Work required. Retype the listing exactly. Leave out the images.

Provided information.
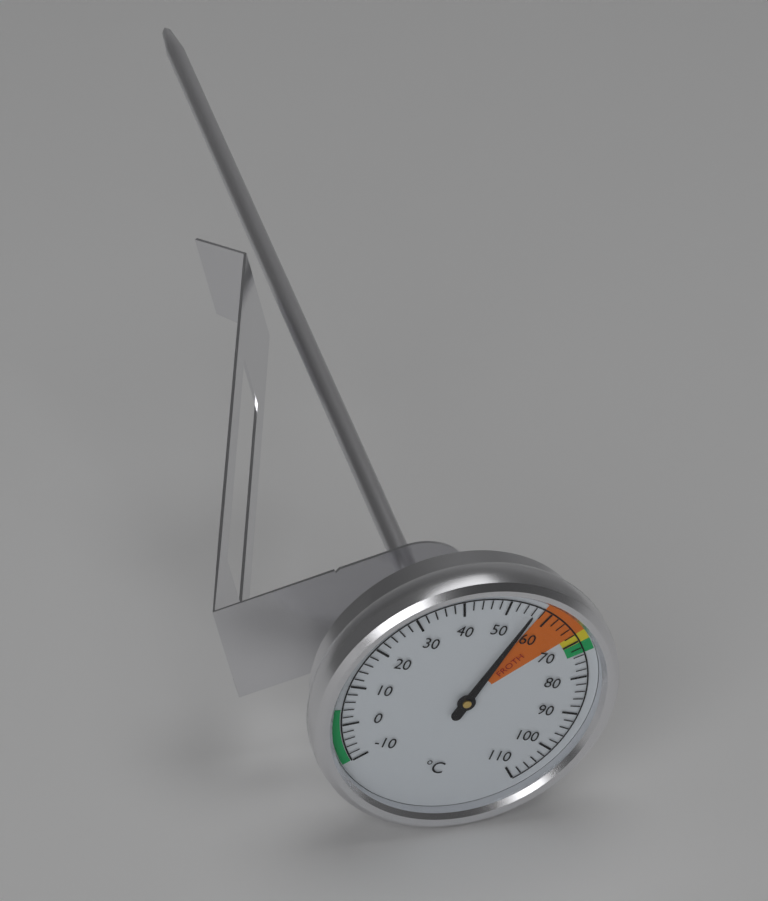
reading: 56 °C
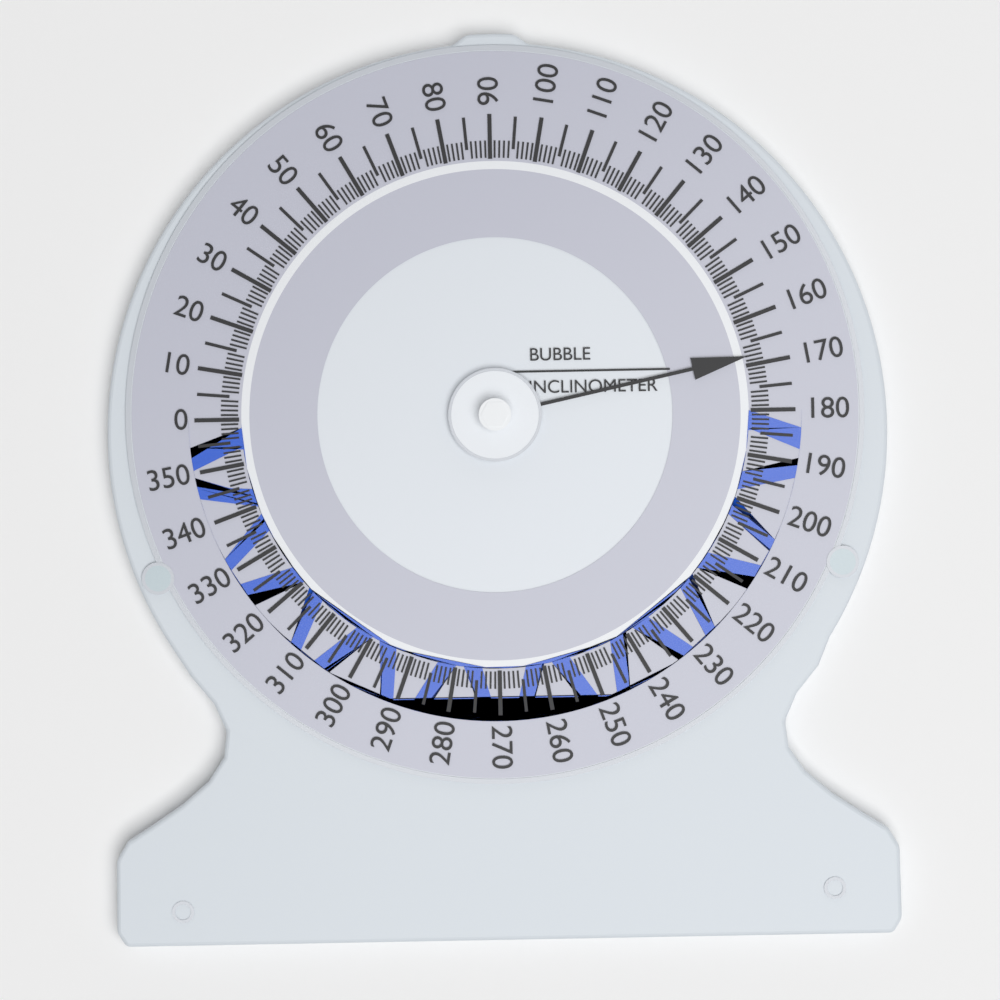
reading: 168 (no unit)
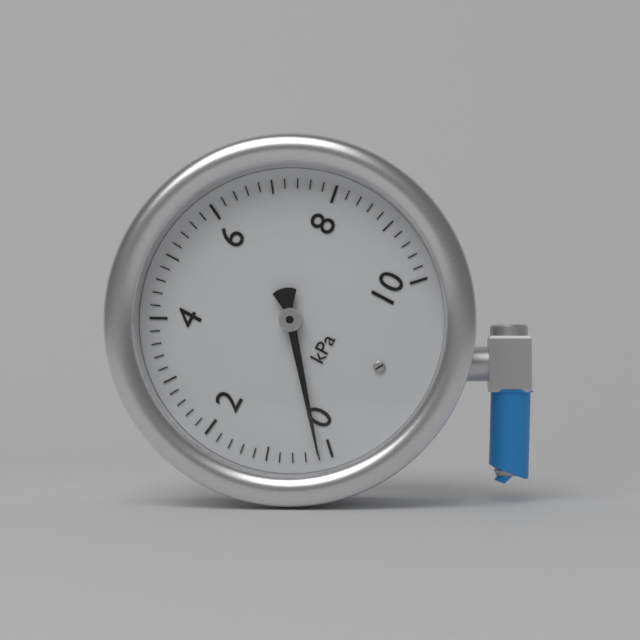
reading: 0.2 kPa
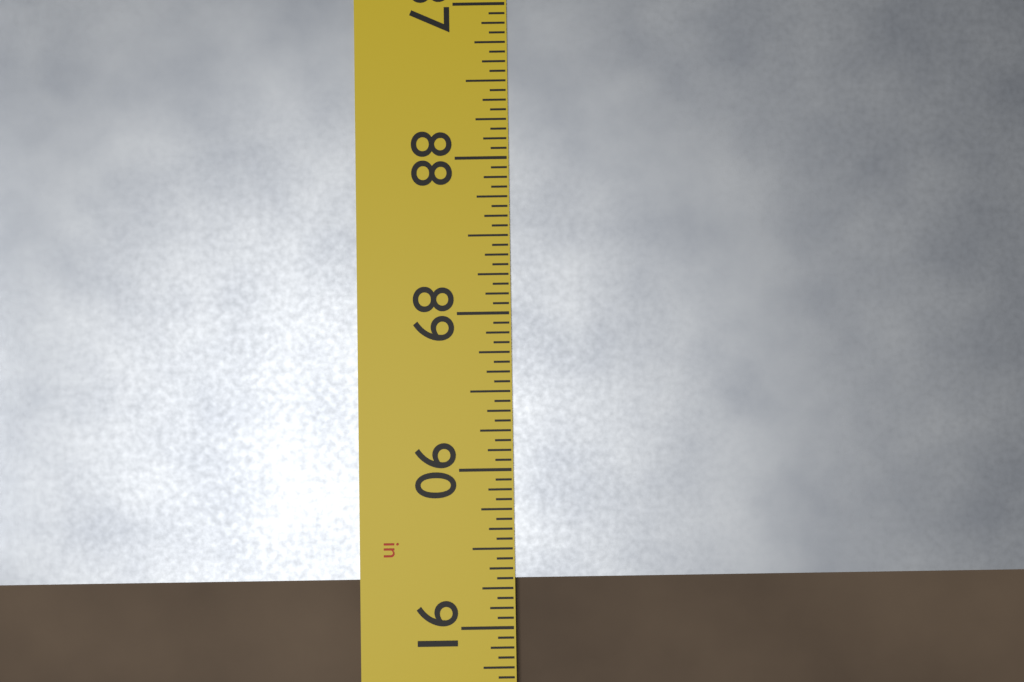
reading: 90.6875 in
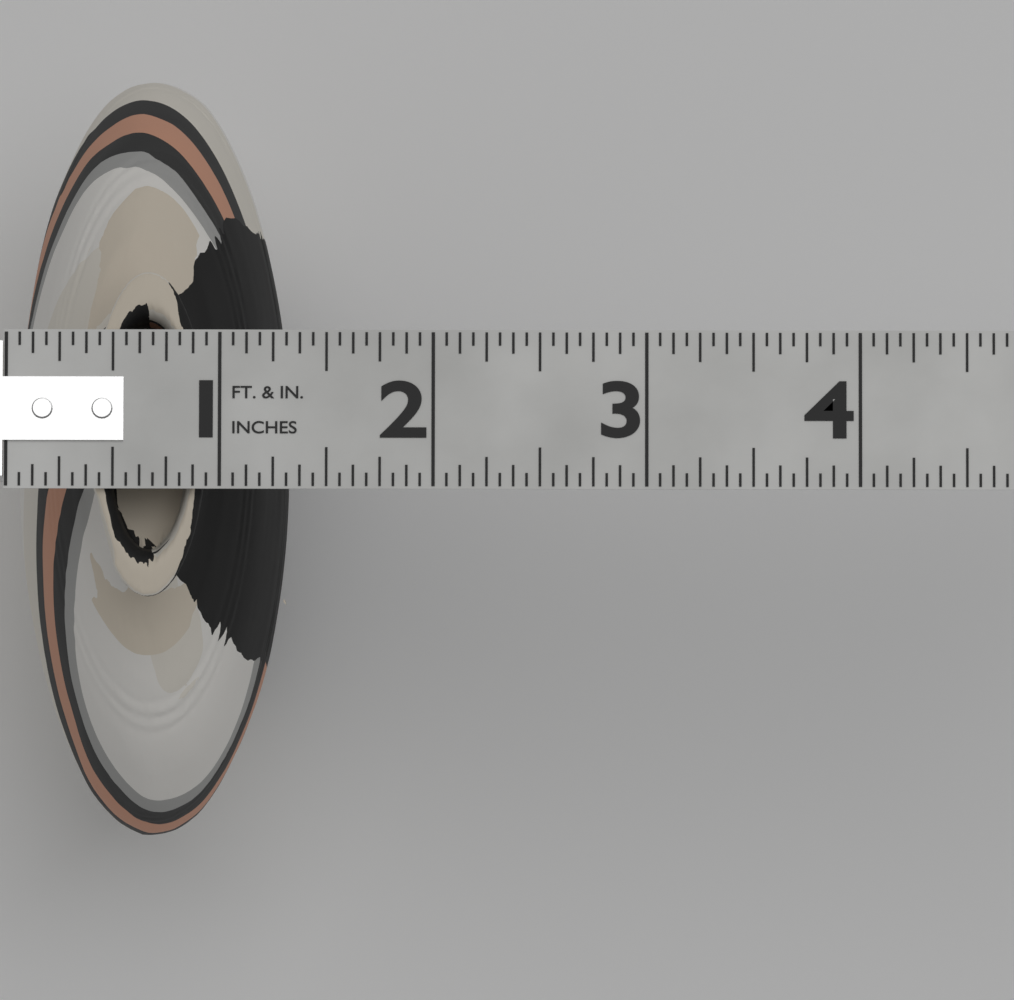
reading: 1.3125 in
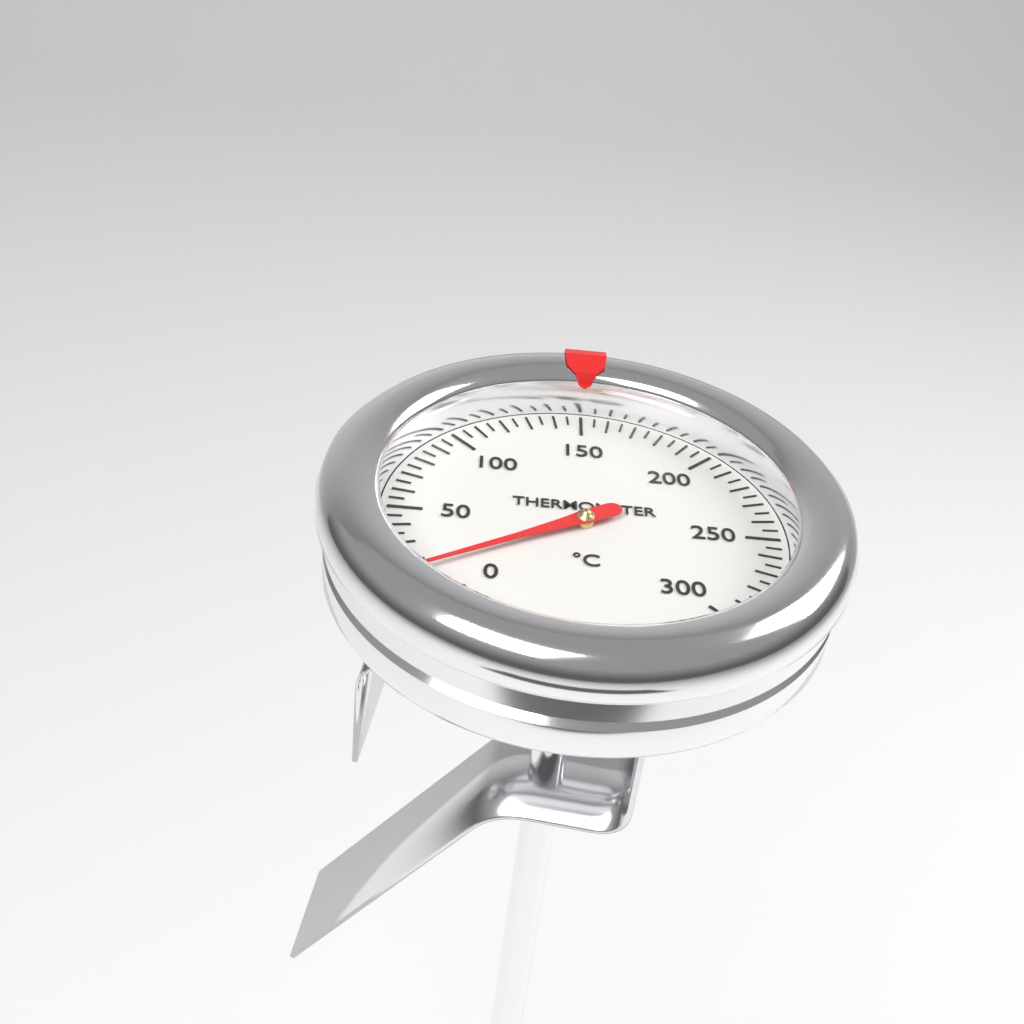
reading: 15 °C
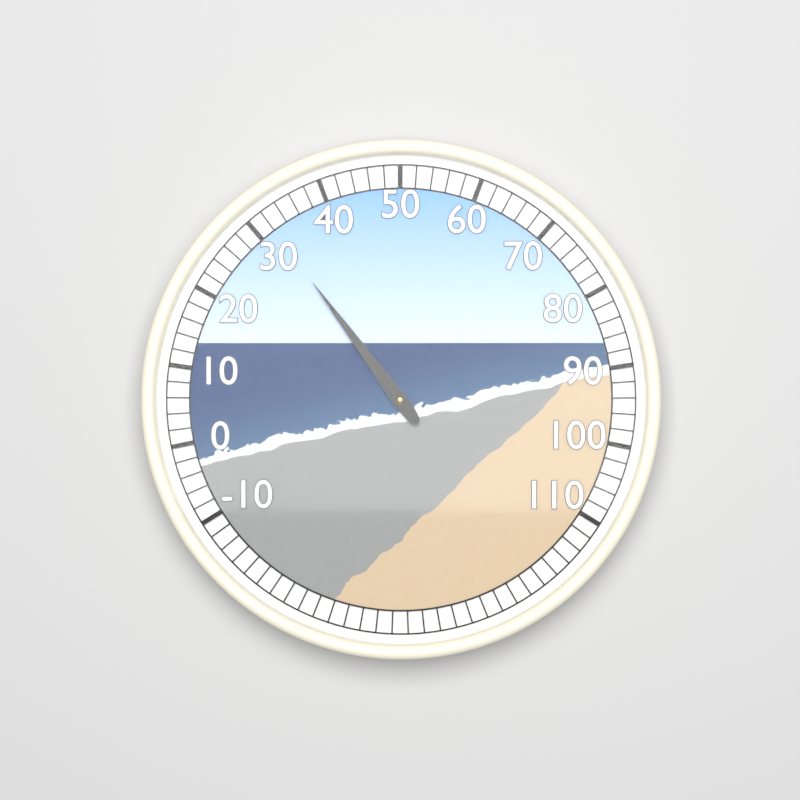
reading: 32 (no unit)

Your response.
reading: 56 °C
reading: 168 (no unit)
reading: 0.2 kPa
reading: 90.6875 in
reading: 1.3125 in
reading: 15 °C
reading: 32 (no unit)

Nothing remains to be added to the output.